BCIC pens 1st annual report; COVID-19 relief efforts highlightes

BY STEVE CLARK

STAFF WRITER

The Brownsville Community Improvement Corporation, a “Type B” economic development corporation created by the city in 2002 and supported by a half-cent sales tax, has just released the first annual report in its history.

The BCIC 2020 Economic Development Annual Report provides a detailed look at the organization’s finances, such as total operating revenues of more than $7 million for fiscal year 2020, which includes more than $4.6 million in sales tax collected; $6.9 million in expenditures and an unrestricted fund balance of more than $1.6 million.

But it also highlights BCIC initiatives such as the Downtown Brownsville Business Improvement and Growth (BIG) Program, which it offers with the city of Brownsville and Main Street Brownsville to bring about interior and exterior improvements to downtown commercial buildings in order to help attract private investment. Twenty-four BIG grant applications have been approved and more than $450,000 in funding approved since 2019, according to the report, which also highlights the StartUp Texas seed fund program sponsored by BCIC.

The seed fund invests in early-stage companies with the goal of fostering regional businesses that can be scaled up and giving the entrepreneurs behind them a chance to access capital and commercialize their products or services, according to BCIC. The annual report showcases the winners of the 2020 StartUp Texas Pitch Summit, whose competitors vied for a portion of $100,000 in seed funding through the program. The 2020 Pitch Summit winners were Jen Zeano Designs, Kactas, Lunar Station Corporation, Permittivity and Smartest Energy.

The report also provides details of a spin-off from StartUp Texas dedicated to providing relief to business suffering as a result of the COVID-19 pandemic. That program, also called StartUp Texas, “evolved almost overnight into an expansion of COVID-19 relief aid in the form of grants and forgivable loans,” according to BCIC.

The relief portion of StartUp Texas consists of the Brownsville CARES grant, an emergency/bridge loan program, and the (Re)Open for Business forgivable loan program, all funded and administered through BCIC. The funds were from BCIC and the U.S. Small Business Administration, with BCIC contributing a total of $443,425 and the SBA $9.6 million for fiscal year 2020, according to the report.

Nathan Burkhart, BCIC’s director of marketing and small business development, said the organization is particularly happy with its business relief efforts during the pandemic.

“ We were able to actually assist in keeping over 1,500 employees here in Brownsville and assisting in getting over $9.6 million in funds from SBA into Brownsville,” he said.

Burkhart said another aspect of the annual report BCIC wishes to underscore is the eBridge Center, which will be the largest entrepreneurial incubator in the Rio Grande Valley when it opens in the former La Casa de Nylon building at 1304 E. Adams St. Plans for the center are being finalized and include some changes forced by the pandemic, which delayed the project some, he said.

“ It’ll be open this time next year,” Burkhart said. “COVID slowed us down, but we were able to future-proof it in that we were able to see what the demands are going to be … in the future with both health-related issues and having to work remotely. We were able to incorporate those concepts into modifying this building.”

Overall, BCIC’s first annual report reflects an entity in transition, he said. Originally formed with an emphasis on quality-of-life investments, the organization’s role is broadening to include economic development in the form of job creation while also retaining its traditional identity as a quality-of-life EDC, Burkhart said.

“ While that will remain, our focus is very much shifting toward entrepreneurship and (business) ecosystem building here in the Valley,” he said. “This is sort of like a coming out, if you will, of us moving in that direction.”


Assigned task:
Leaving out the images, return the data below exactly as it is written.

Study material:
--------------------------------

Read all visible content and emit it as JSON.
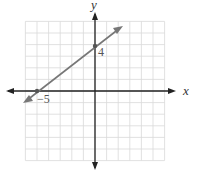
{
  "chart_data": {
    "type": "line",
    "title": "",
    "xlabel": "x",
    "ylabel": "y",
    "xlim": [
      -6,
      6
    ],
    "ylim": [
      -6,
      6
    ],
    "grid": true,
    "series": [
      {
        "name": "line",
        "equation": "y = 0.8x + 4",
        "x": [
          -6.3,
          4.4
        ],
        "y": [
          -1.04,
          7.52
        ],
        "marked_points": [
          {
            "x": -5,
            "y": 0,
            "label": "-5"
          },
          {
            "x": 0,
            "y": 4,
            "label": "4"
          }
        ]
      }
    ],
    "annotations": [
      "-5",
      "4"
    ]
  },
  "axes": {
    "x_label": "x",
    "y_label": "y"
  },
  "points": {
    "x_intercept_label": "−5",
    "y_intercept_label": "4"
  },
  "colors": {
    "grid": "#d9d9d9",
    "axis": "#222222",
    "line": "#777777",
    "point": "#555555"
  }
}
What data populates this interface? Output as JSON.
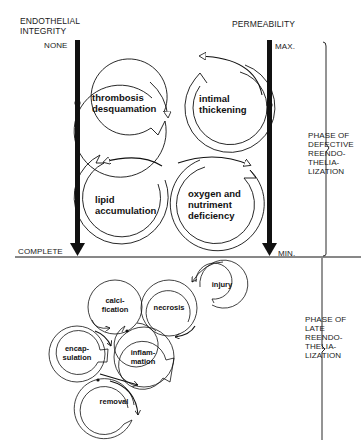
{
  "axes": {
    "left": {
      "title": "ENDOTHELIAL\nINTEGRITY",
      "top_label": "NONE",
      "bottom_label": "COMPLETE"
    },
    "right": {
      "title": "PERMEABILITY",
      "top_label": "MAX.",
      "bottom_label": "MIN."
    }
  },
  "phases": [
    {
      "label": "PHASE OF\nDEFECTIVE\nREENDO-\nTHELIA-\nLIZATION"
    },
    {
      "label": "PHASE OF\nLATE\nREENDO-\nTHELIA-\nLIZATION"
    }
  ],
  "upper_cycle": [
    {
      "label": "thrombosis\ndesquamation"
    },
    {
      "label": "intimal\nthickening"
    },
    {
      "label": "lipid\naccumulation"
    },
    {
      "label": "oxygen and\nnutriment\ndeficiency"
    }
  ],
  "lower_cycle": [
    {
      "label": "injury"
    },
    {
      "label": "calci-\nfication"
    },
    {
      "label": "necrosis"
    },
    {
      "label": "encap-\nsulation"
    },
    {
      "label": "inflam-\nmation"
    },
    {
      "label": "removal"
    }
  ],
  "colors": {
    "ink": "#111111",
    "background": "#ffffff"
  }
}
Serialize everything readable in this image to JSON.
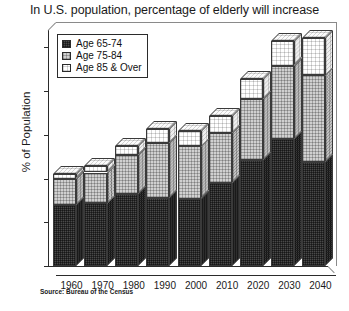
{
  "chart_data": {
    "type": "bar",
    "subtype": "stacked-3d-column",
    "title": "In U.S. population, percentage of elderly will increase",
    "xlabel": "",
    "ylabel": "% of Population",
    "ylim": [
      0,
      27
    ],
    "yticks": [
      0,
      5,
      10,
      15,
      20,
      25
    ],
    "ytick_labels": [
      "0",
      "5",
      "10",
      "15",
      "20",
      "25"
    ],
    "grid": false,
    "legend_position": "top-left",
    "categories": [
      "1960",
      "1970",
      "1980",
      "1990",
      "2000",
      "2010",
      "2020",
      "2030",
      "2040"
    ],
    "series": [
      {
        "name": "Age 65-74",
        "color": "#4a4a4a",
        "values": [
          7.0,
          7.2,
          8.2,
          7.8,
          7.7,
          9.5,
          12.1,
          14.5,
          11.9
        ]
      },
      {
        "name": "Age 75-84",
        "color": "#d0d0d0",
        "values": [
          3.0,
          3.5,
          4.5,
          6.3,
          6.0,
          5.7,
          7.0,
          8.4,
          9.9
        ]
      },
      {
        "name": "Age 85 & Over",
        "color": "#ffffff",
        "values": [
          0.5,
          0.7,
          1.0,
          1.6,
          1.8,
          2.0,
          2.3,
          2.8,
          4.3
        ]
      }
    ],
    "totals": [
      10.5,
      11.4,
      13.7,
      15.7,
      15.5,
      17.2,
      21.4,
      25.7,
      26.1
    ],
    "annotations": [
      "Source: Bureau of the Census"
    ]
  },
  "title": {
    "text": "In U.S. population, percentage of elderly will increase"
  },
  "axes": {
    "y_label": "% of Population",
    "y_ticks": [
      "25",
      "20",
      "15",
      "10",
      "5",
      "0"
    ],
    "x_ticks": [
      "1960",
      "1970",
      "1980",
      "1990",
      "2000",
      "2010",
      "2020",
      "2030",
      "2040"
    ]
  },
  "legend": {
    "items": [
      {
        "label": "Age 65-74",
        "fill": "dark"
      },
      {
        "label": "Age 75-84",
        "fill": "mid"
      },
      {
        "label": "Age 85 & Over",
        "fill": "light"
      }
    ]
  },
  "footer": {
    "source": "Source: Bureau of the Census"
  }
}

--------------------------------

Response box:
Read all visible content and emit it as JSON.
{
  "chart_data": {
    "type": "line",
    "title": "",
    "xlabel": "x",
    "ylabel": "y",
    "xlim": [
      -6,
      6
    ],
    "ylim": [
      -6,
      6
    ],
    "grid": true,
    "series": [
      {
        "name": "line",
        "equation": "y = 0.8x + 4",
        "x": [
          -6.3,
          4.4
        ],
        "y": [
          -1.04,
          7.52
        ],
        "marked_points": [
          {
            "x": -5,
            "y": 0,
            "label": "-5"
          },
          {
            "x": 0,
            "y": 4,
            "label": "4"
          }
        ]
      }
    ],
    "annotations": [
      "-5",
      "4"
    ]
  },
  "axes": {
    "x_label": "x",
    "y_label": "y"
  },
  "points": {
    "x_intercept_label": "−5",
    "y_intercept_label": "4"
  },
  "colors": {
    "grid": "#d9d9d9",
    "axis": "#222222",
    "line": "#777777",
    "point": "#555555"
  }
}
What data populates this interface? Output as JSON.
{
  "axes": {
    "left": {
      "title": "ENDOTHELIAL\nINTEGRITY",
      "top_label": "NONE",
      "bottom_label": "COMPLETE"
    },
    "right": {
      "title": "PERMEABILITY",
      "top_label": "MAX.",
      "bottom_label": "MIN."
    }
  },
  "phases": [
    {
      "label": "PHASE OF\nDEFECTIVE\nREENDO-\nTHELIA-\nLIZATION"
    },
    {
      "label": "PHASE OF\nLATE\nREENDO-\nTHELIA-\nLIZATION"
    }
  ],
  "upper_cycle": [
    {
      "label": "thrombosis\ndesquamation"
    },
    {
      "label": "intimal\nthickening"
    },
    {
      "label": "lipid\naccumulation"
    },
    {
      "label": "oxygen and\nnutriment\ndeficiency"
    }
  ],
  "lower_cycle": [
    {
      "label": "injury"
    },
    {
      "label": "calci-\nfication"
    },
    {
      "label": "necrosis"
    },
    {
      "label": "encap-\nsulation"
    },
    {
      "label": "inflam-\nmation"
    },
    {
      "label": "removal"
    }
  ],
  "colors": {
    "ink": "#111111",
    "background": "#ffffff"
  }
}
Serialize everything readable in this image to JSON.
{
  "chart_data": {
    "type": "bar",
    "subtype": "stacked-3d-column",
    "title": "In U.S. population, percentage of elderly will increase",
    "xlabel": "",
    "ylabel": "% of Population",
    "ylim": [
      0,
      27
    ],
    "yticks": [
      0,
      5,
      10,
      15,
      20,
      25
    ],
    "ytick_labels": [
      "0",
      "5",
      "10",
      "15",
      "20",
      "25"
    ],
    "grid": false,
    "legend_position": "top-left",
    "categories": [
      "1960",
      "1970",
      "1980",
      "1990",
      "2000",
      "2010",
      "2020",
      "2030",
      "2040"
    ],
    "series": [
      {
        "name": "Age 65-74",
        "color": "#4a4a4a",
        "values": [
          7.0,
          7.2,
          8.2,
          7.8,
          7.7,
          9.5,
          12.1,
          14.5,
          11.9
        ]
      },
      {
        "name": "Age 75-84",
        "color": "#d0d0d0",
        "values": [
          3.0,
          3.5,
          4.5,
          6.3,
          6.0,
          5.7,
          7.0,
          8.4,
          9.9
        ]
      },
      {
        "name": "Age 85 & Over",
        "color": "#ffffff",
        "values": [
          0.5,
          0.7,
          1.0,
          1.6,
          1.8,
          2.0,
          2.3,
          2.8,
          4.3
        ]
      }
    ],
    "totals": [
      10.5,
      11.4,
      13.7,
      15.7,
      15.5,
      17.2,
      21.4,
      25.7,
      26.1
    ],
    "annotations": [
      "Source: Bureau of the Census"
    ]
  },
  "title": {
    "text": "In U.S. population, percentage of elderly will increase"
  },
  "axes": {
    "y_label": "% of Population",
    "y_ticks": [
      "25",
      "20",
      "15",
      "10",
      "5",
      "0"
    ],
    "x_ticks": [
      "1960",
      "1970",
      "1980",
      "1990",
      "2000",
      "2010",
      "2020",
      "2030",
      "2040"
    ]
  },
  "legend": {
    "items": [
      {
        "label": "Age 65-74",
        "fill": "dark"
      },
      {
        "label": "Age 75-84",
        "fill": "mid"
      },
      {
        "label": "Age 85 & Over",
        "fill": "light"
      }
    ]
  },
  "footer": {
    "source": "Source: Bureau of the Census"
  }
}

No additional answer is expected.